Growth of a Vortex Mode during Gravitational Collapse Resulting in Type II Supernova
Tomoyuki Hanawa, Tomoaki Matsumoto

TL;DR
This paper studies the stability of a collapsing iron core in supernovae, revealing an unstable vortex mode that could influence mixing processes during the explosion.
Contribution
It demonstrates the instability of a similarity solution for collapsing cores against non-spherical perturbations, highlighting vortex growth and potential impact on supernova dynamics.
Findings
Perturbations grow as (t - t0)^(-σ) with σ depending on γ and ℓ.
Vortex motion dominates the unstable perturbations.
Potential excitation of global convection during collapse.
Abstract
We investigate stability of a gravitationally collapsing iron core against non-spherical perturbation. The gravitationally collapsing iron core is approximated by a similarity solution for dynamically collapsing polytropic gas sphere. We find that the similarity solution is unstable against non-spherical perturbations. The perturbation grows in proportion to while the the central density increases in proportion to . The growth rate is , where and denote the polytropic index and the parameter of the spherical harmonics, , respectively. The growing perturbation is dominated by vortex motion. Thus it excites global convection during the collapse and may contribute to material mixing in a type II supernova.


TASK PROMPT »
The entries must be set down again word for word; no pictures belong in the copy.

DATA RECORDS »
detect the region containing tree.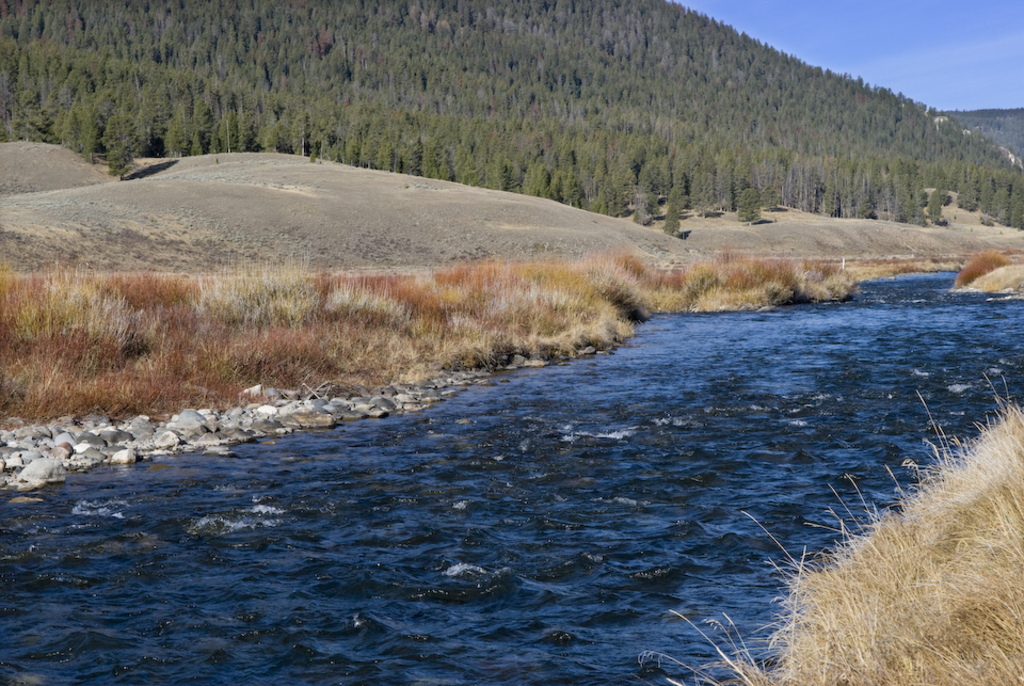
Rect(629, 164, 665, 229).
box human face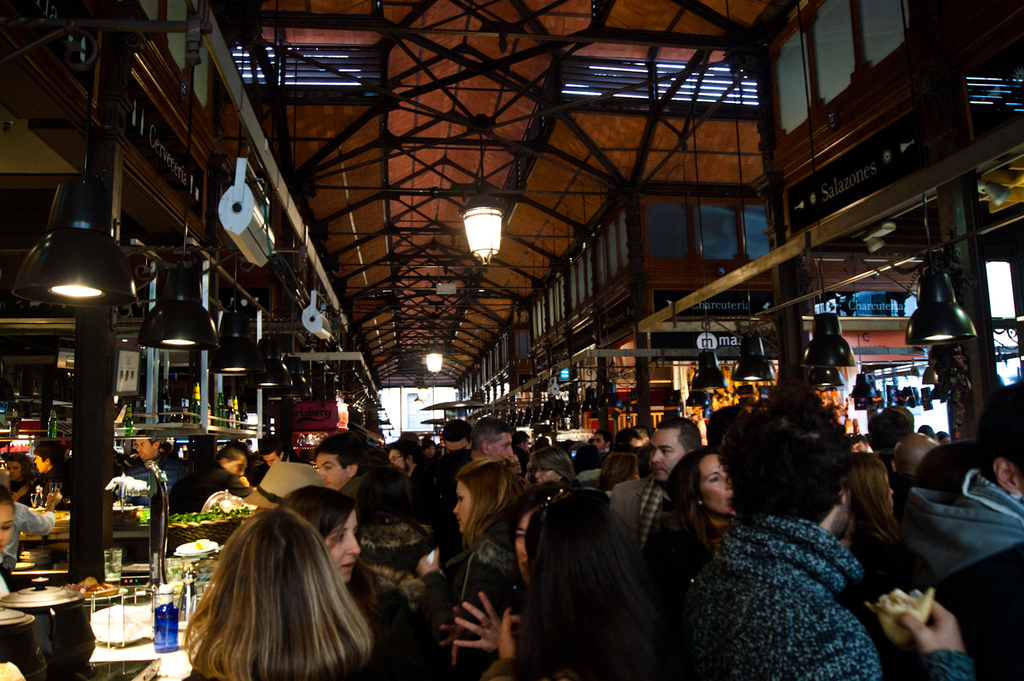
rect(225, 451, 250, 478)
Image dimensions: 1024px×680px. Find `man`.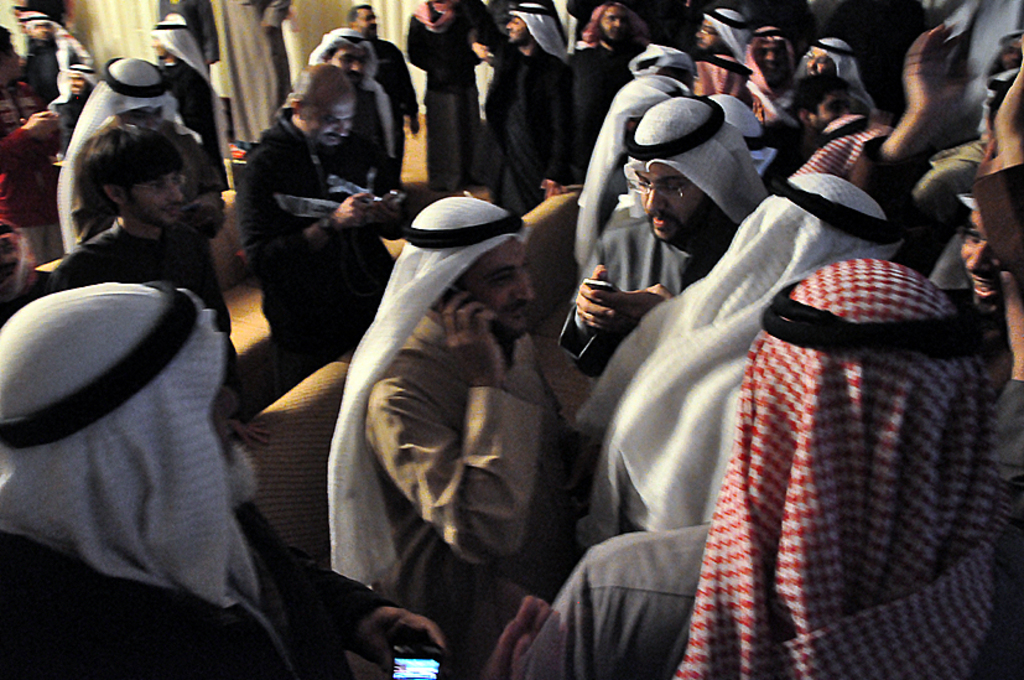
<region>337, 0, 422, 186</region>.
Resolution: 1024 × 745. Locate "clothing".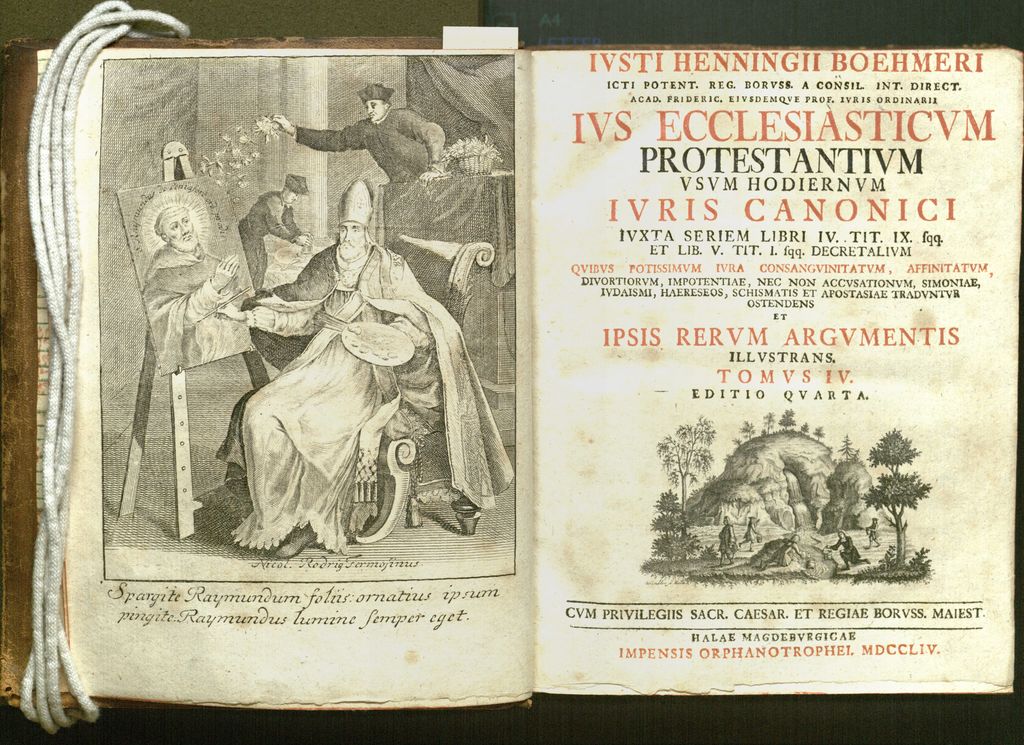
BBox(237, 186, 296, 290).
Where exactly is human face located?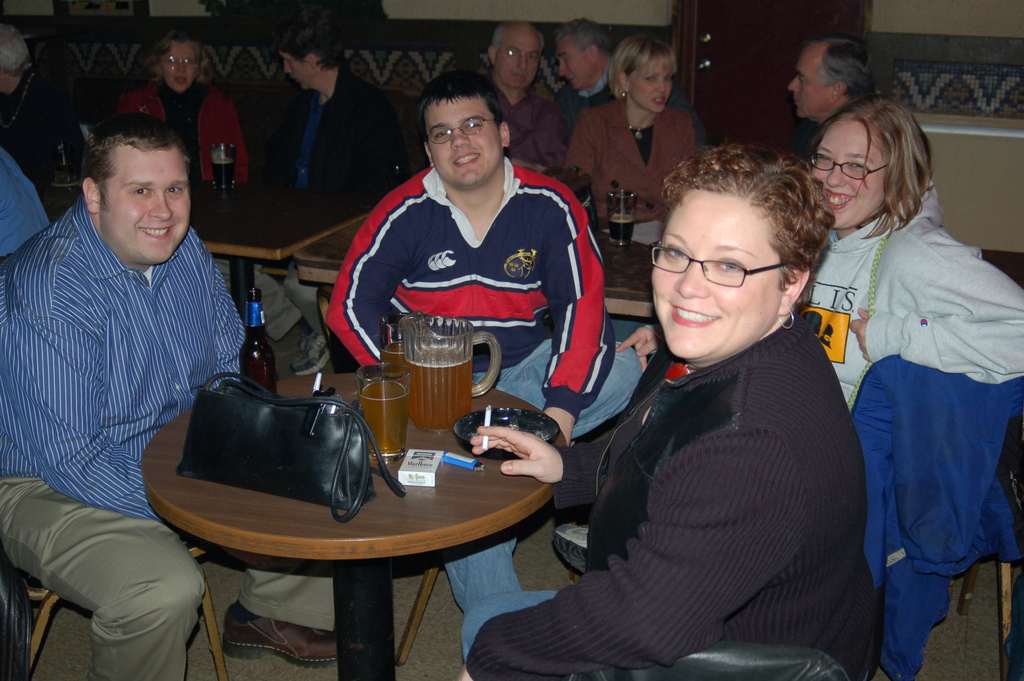
Its bounding box is BBox(558, 37, 593, 88).
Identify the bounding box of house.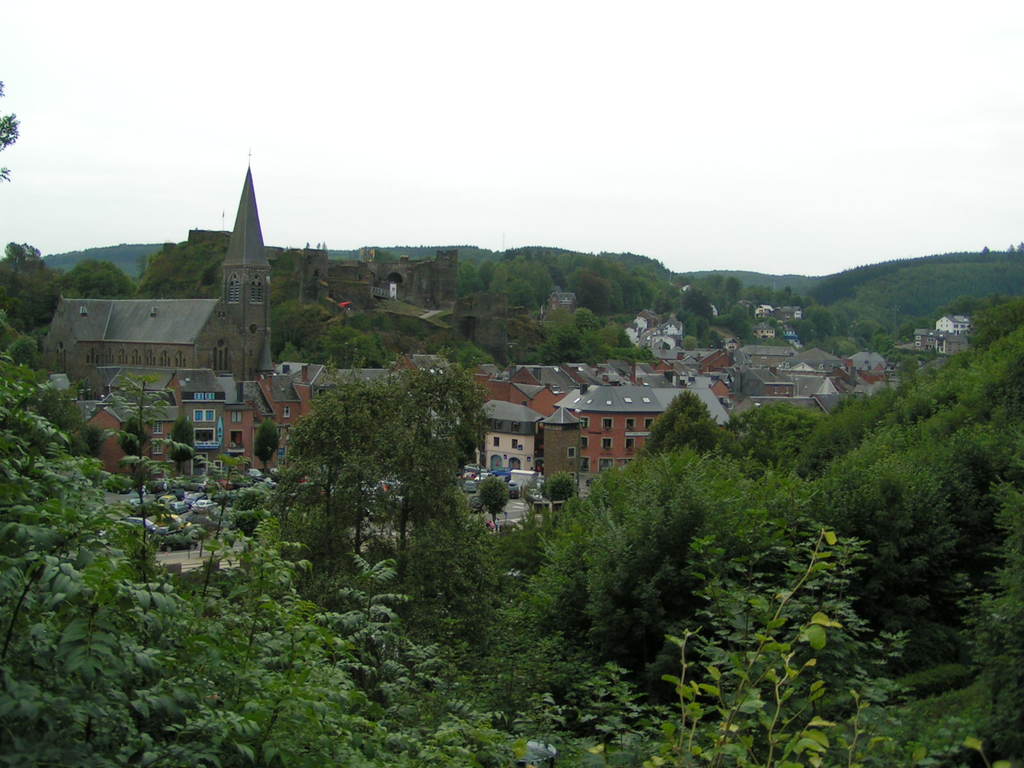
l=26, t=338, r=908, b=489.
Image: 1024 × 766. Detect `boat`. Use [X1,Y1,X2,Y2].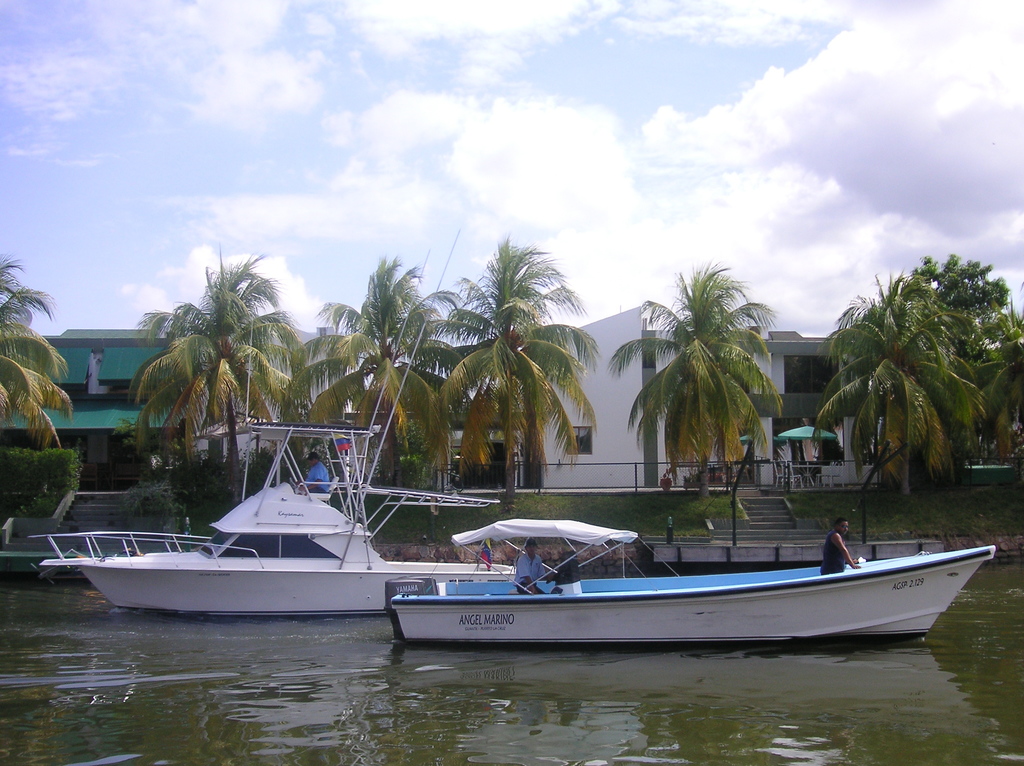
[36,241,522,620].
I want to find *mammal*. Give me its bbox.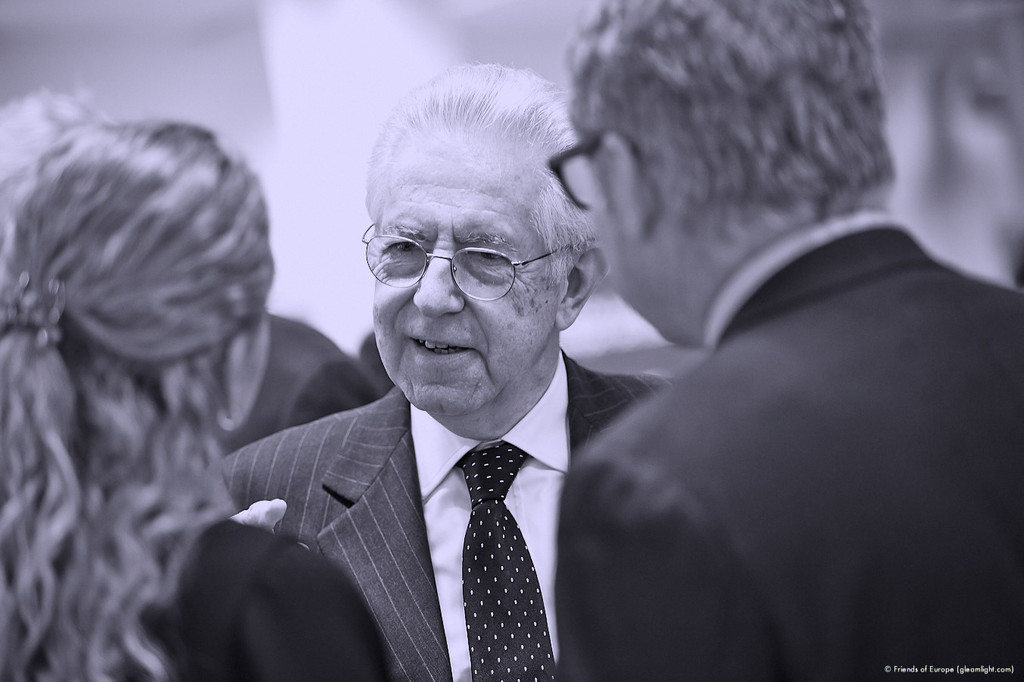
BBox(0, 114, 331, 648).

OUTPUT FOR THIS EXERCISE »
detect the region containing tree.
Rect(629, 164, 665, 229).
box human face
rect(225, 451, 250, 478)
Image dimensions: 1024px×680px. Find `man`.
<region>337, 0, 422, 186</region>.
Resolution: 1024 × 745. Locate "clothing".
BBox(237, 186, 296, 290).
Where exactly is human face located?
Its bounding box is BBox(558, 37, 593, 88).
Identify the bounding box of house.
l=26, t=338, r=908, b=489.
Image: 1024 × 766. Detect `boat`. Use [X1,Y1,X2,Y2].
[36,241,522,620].
I want to find *mammal*. Give me its bbox.
BBox(0, 114, 331, 648).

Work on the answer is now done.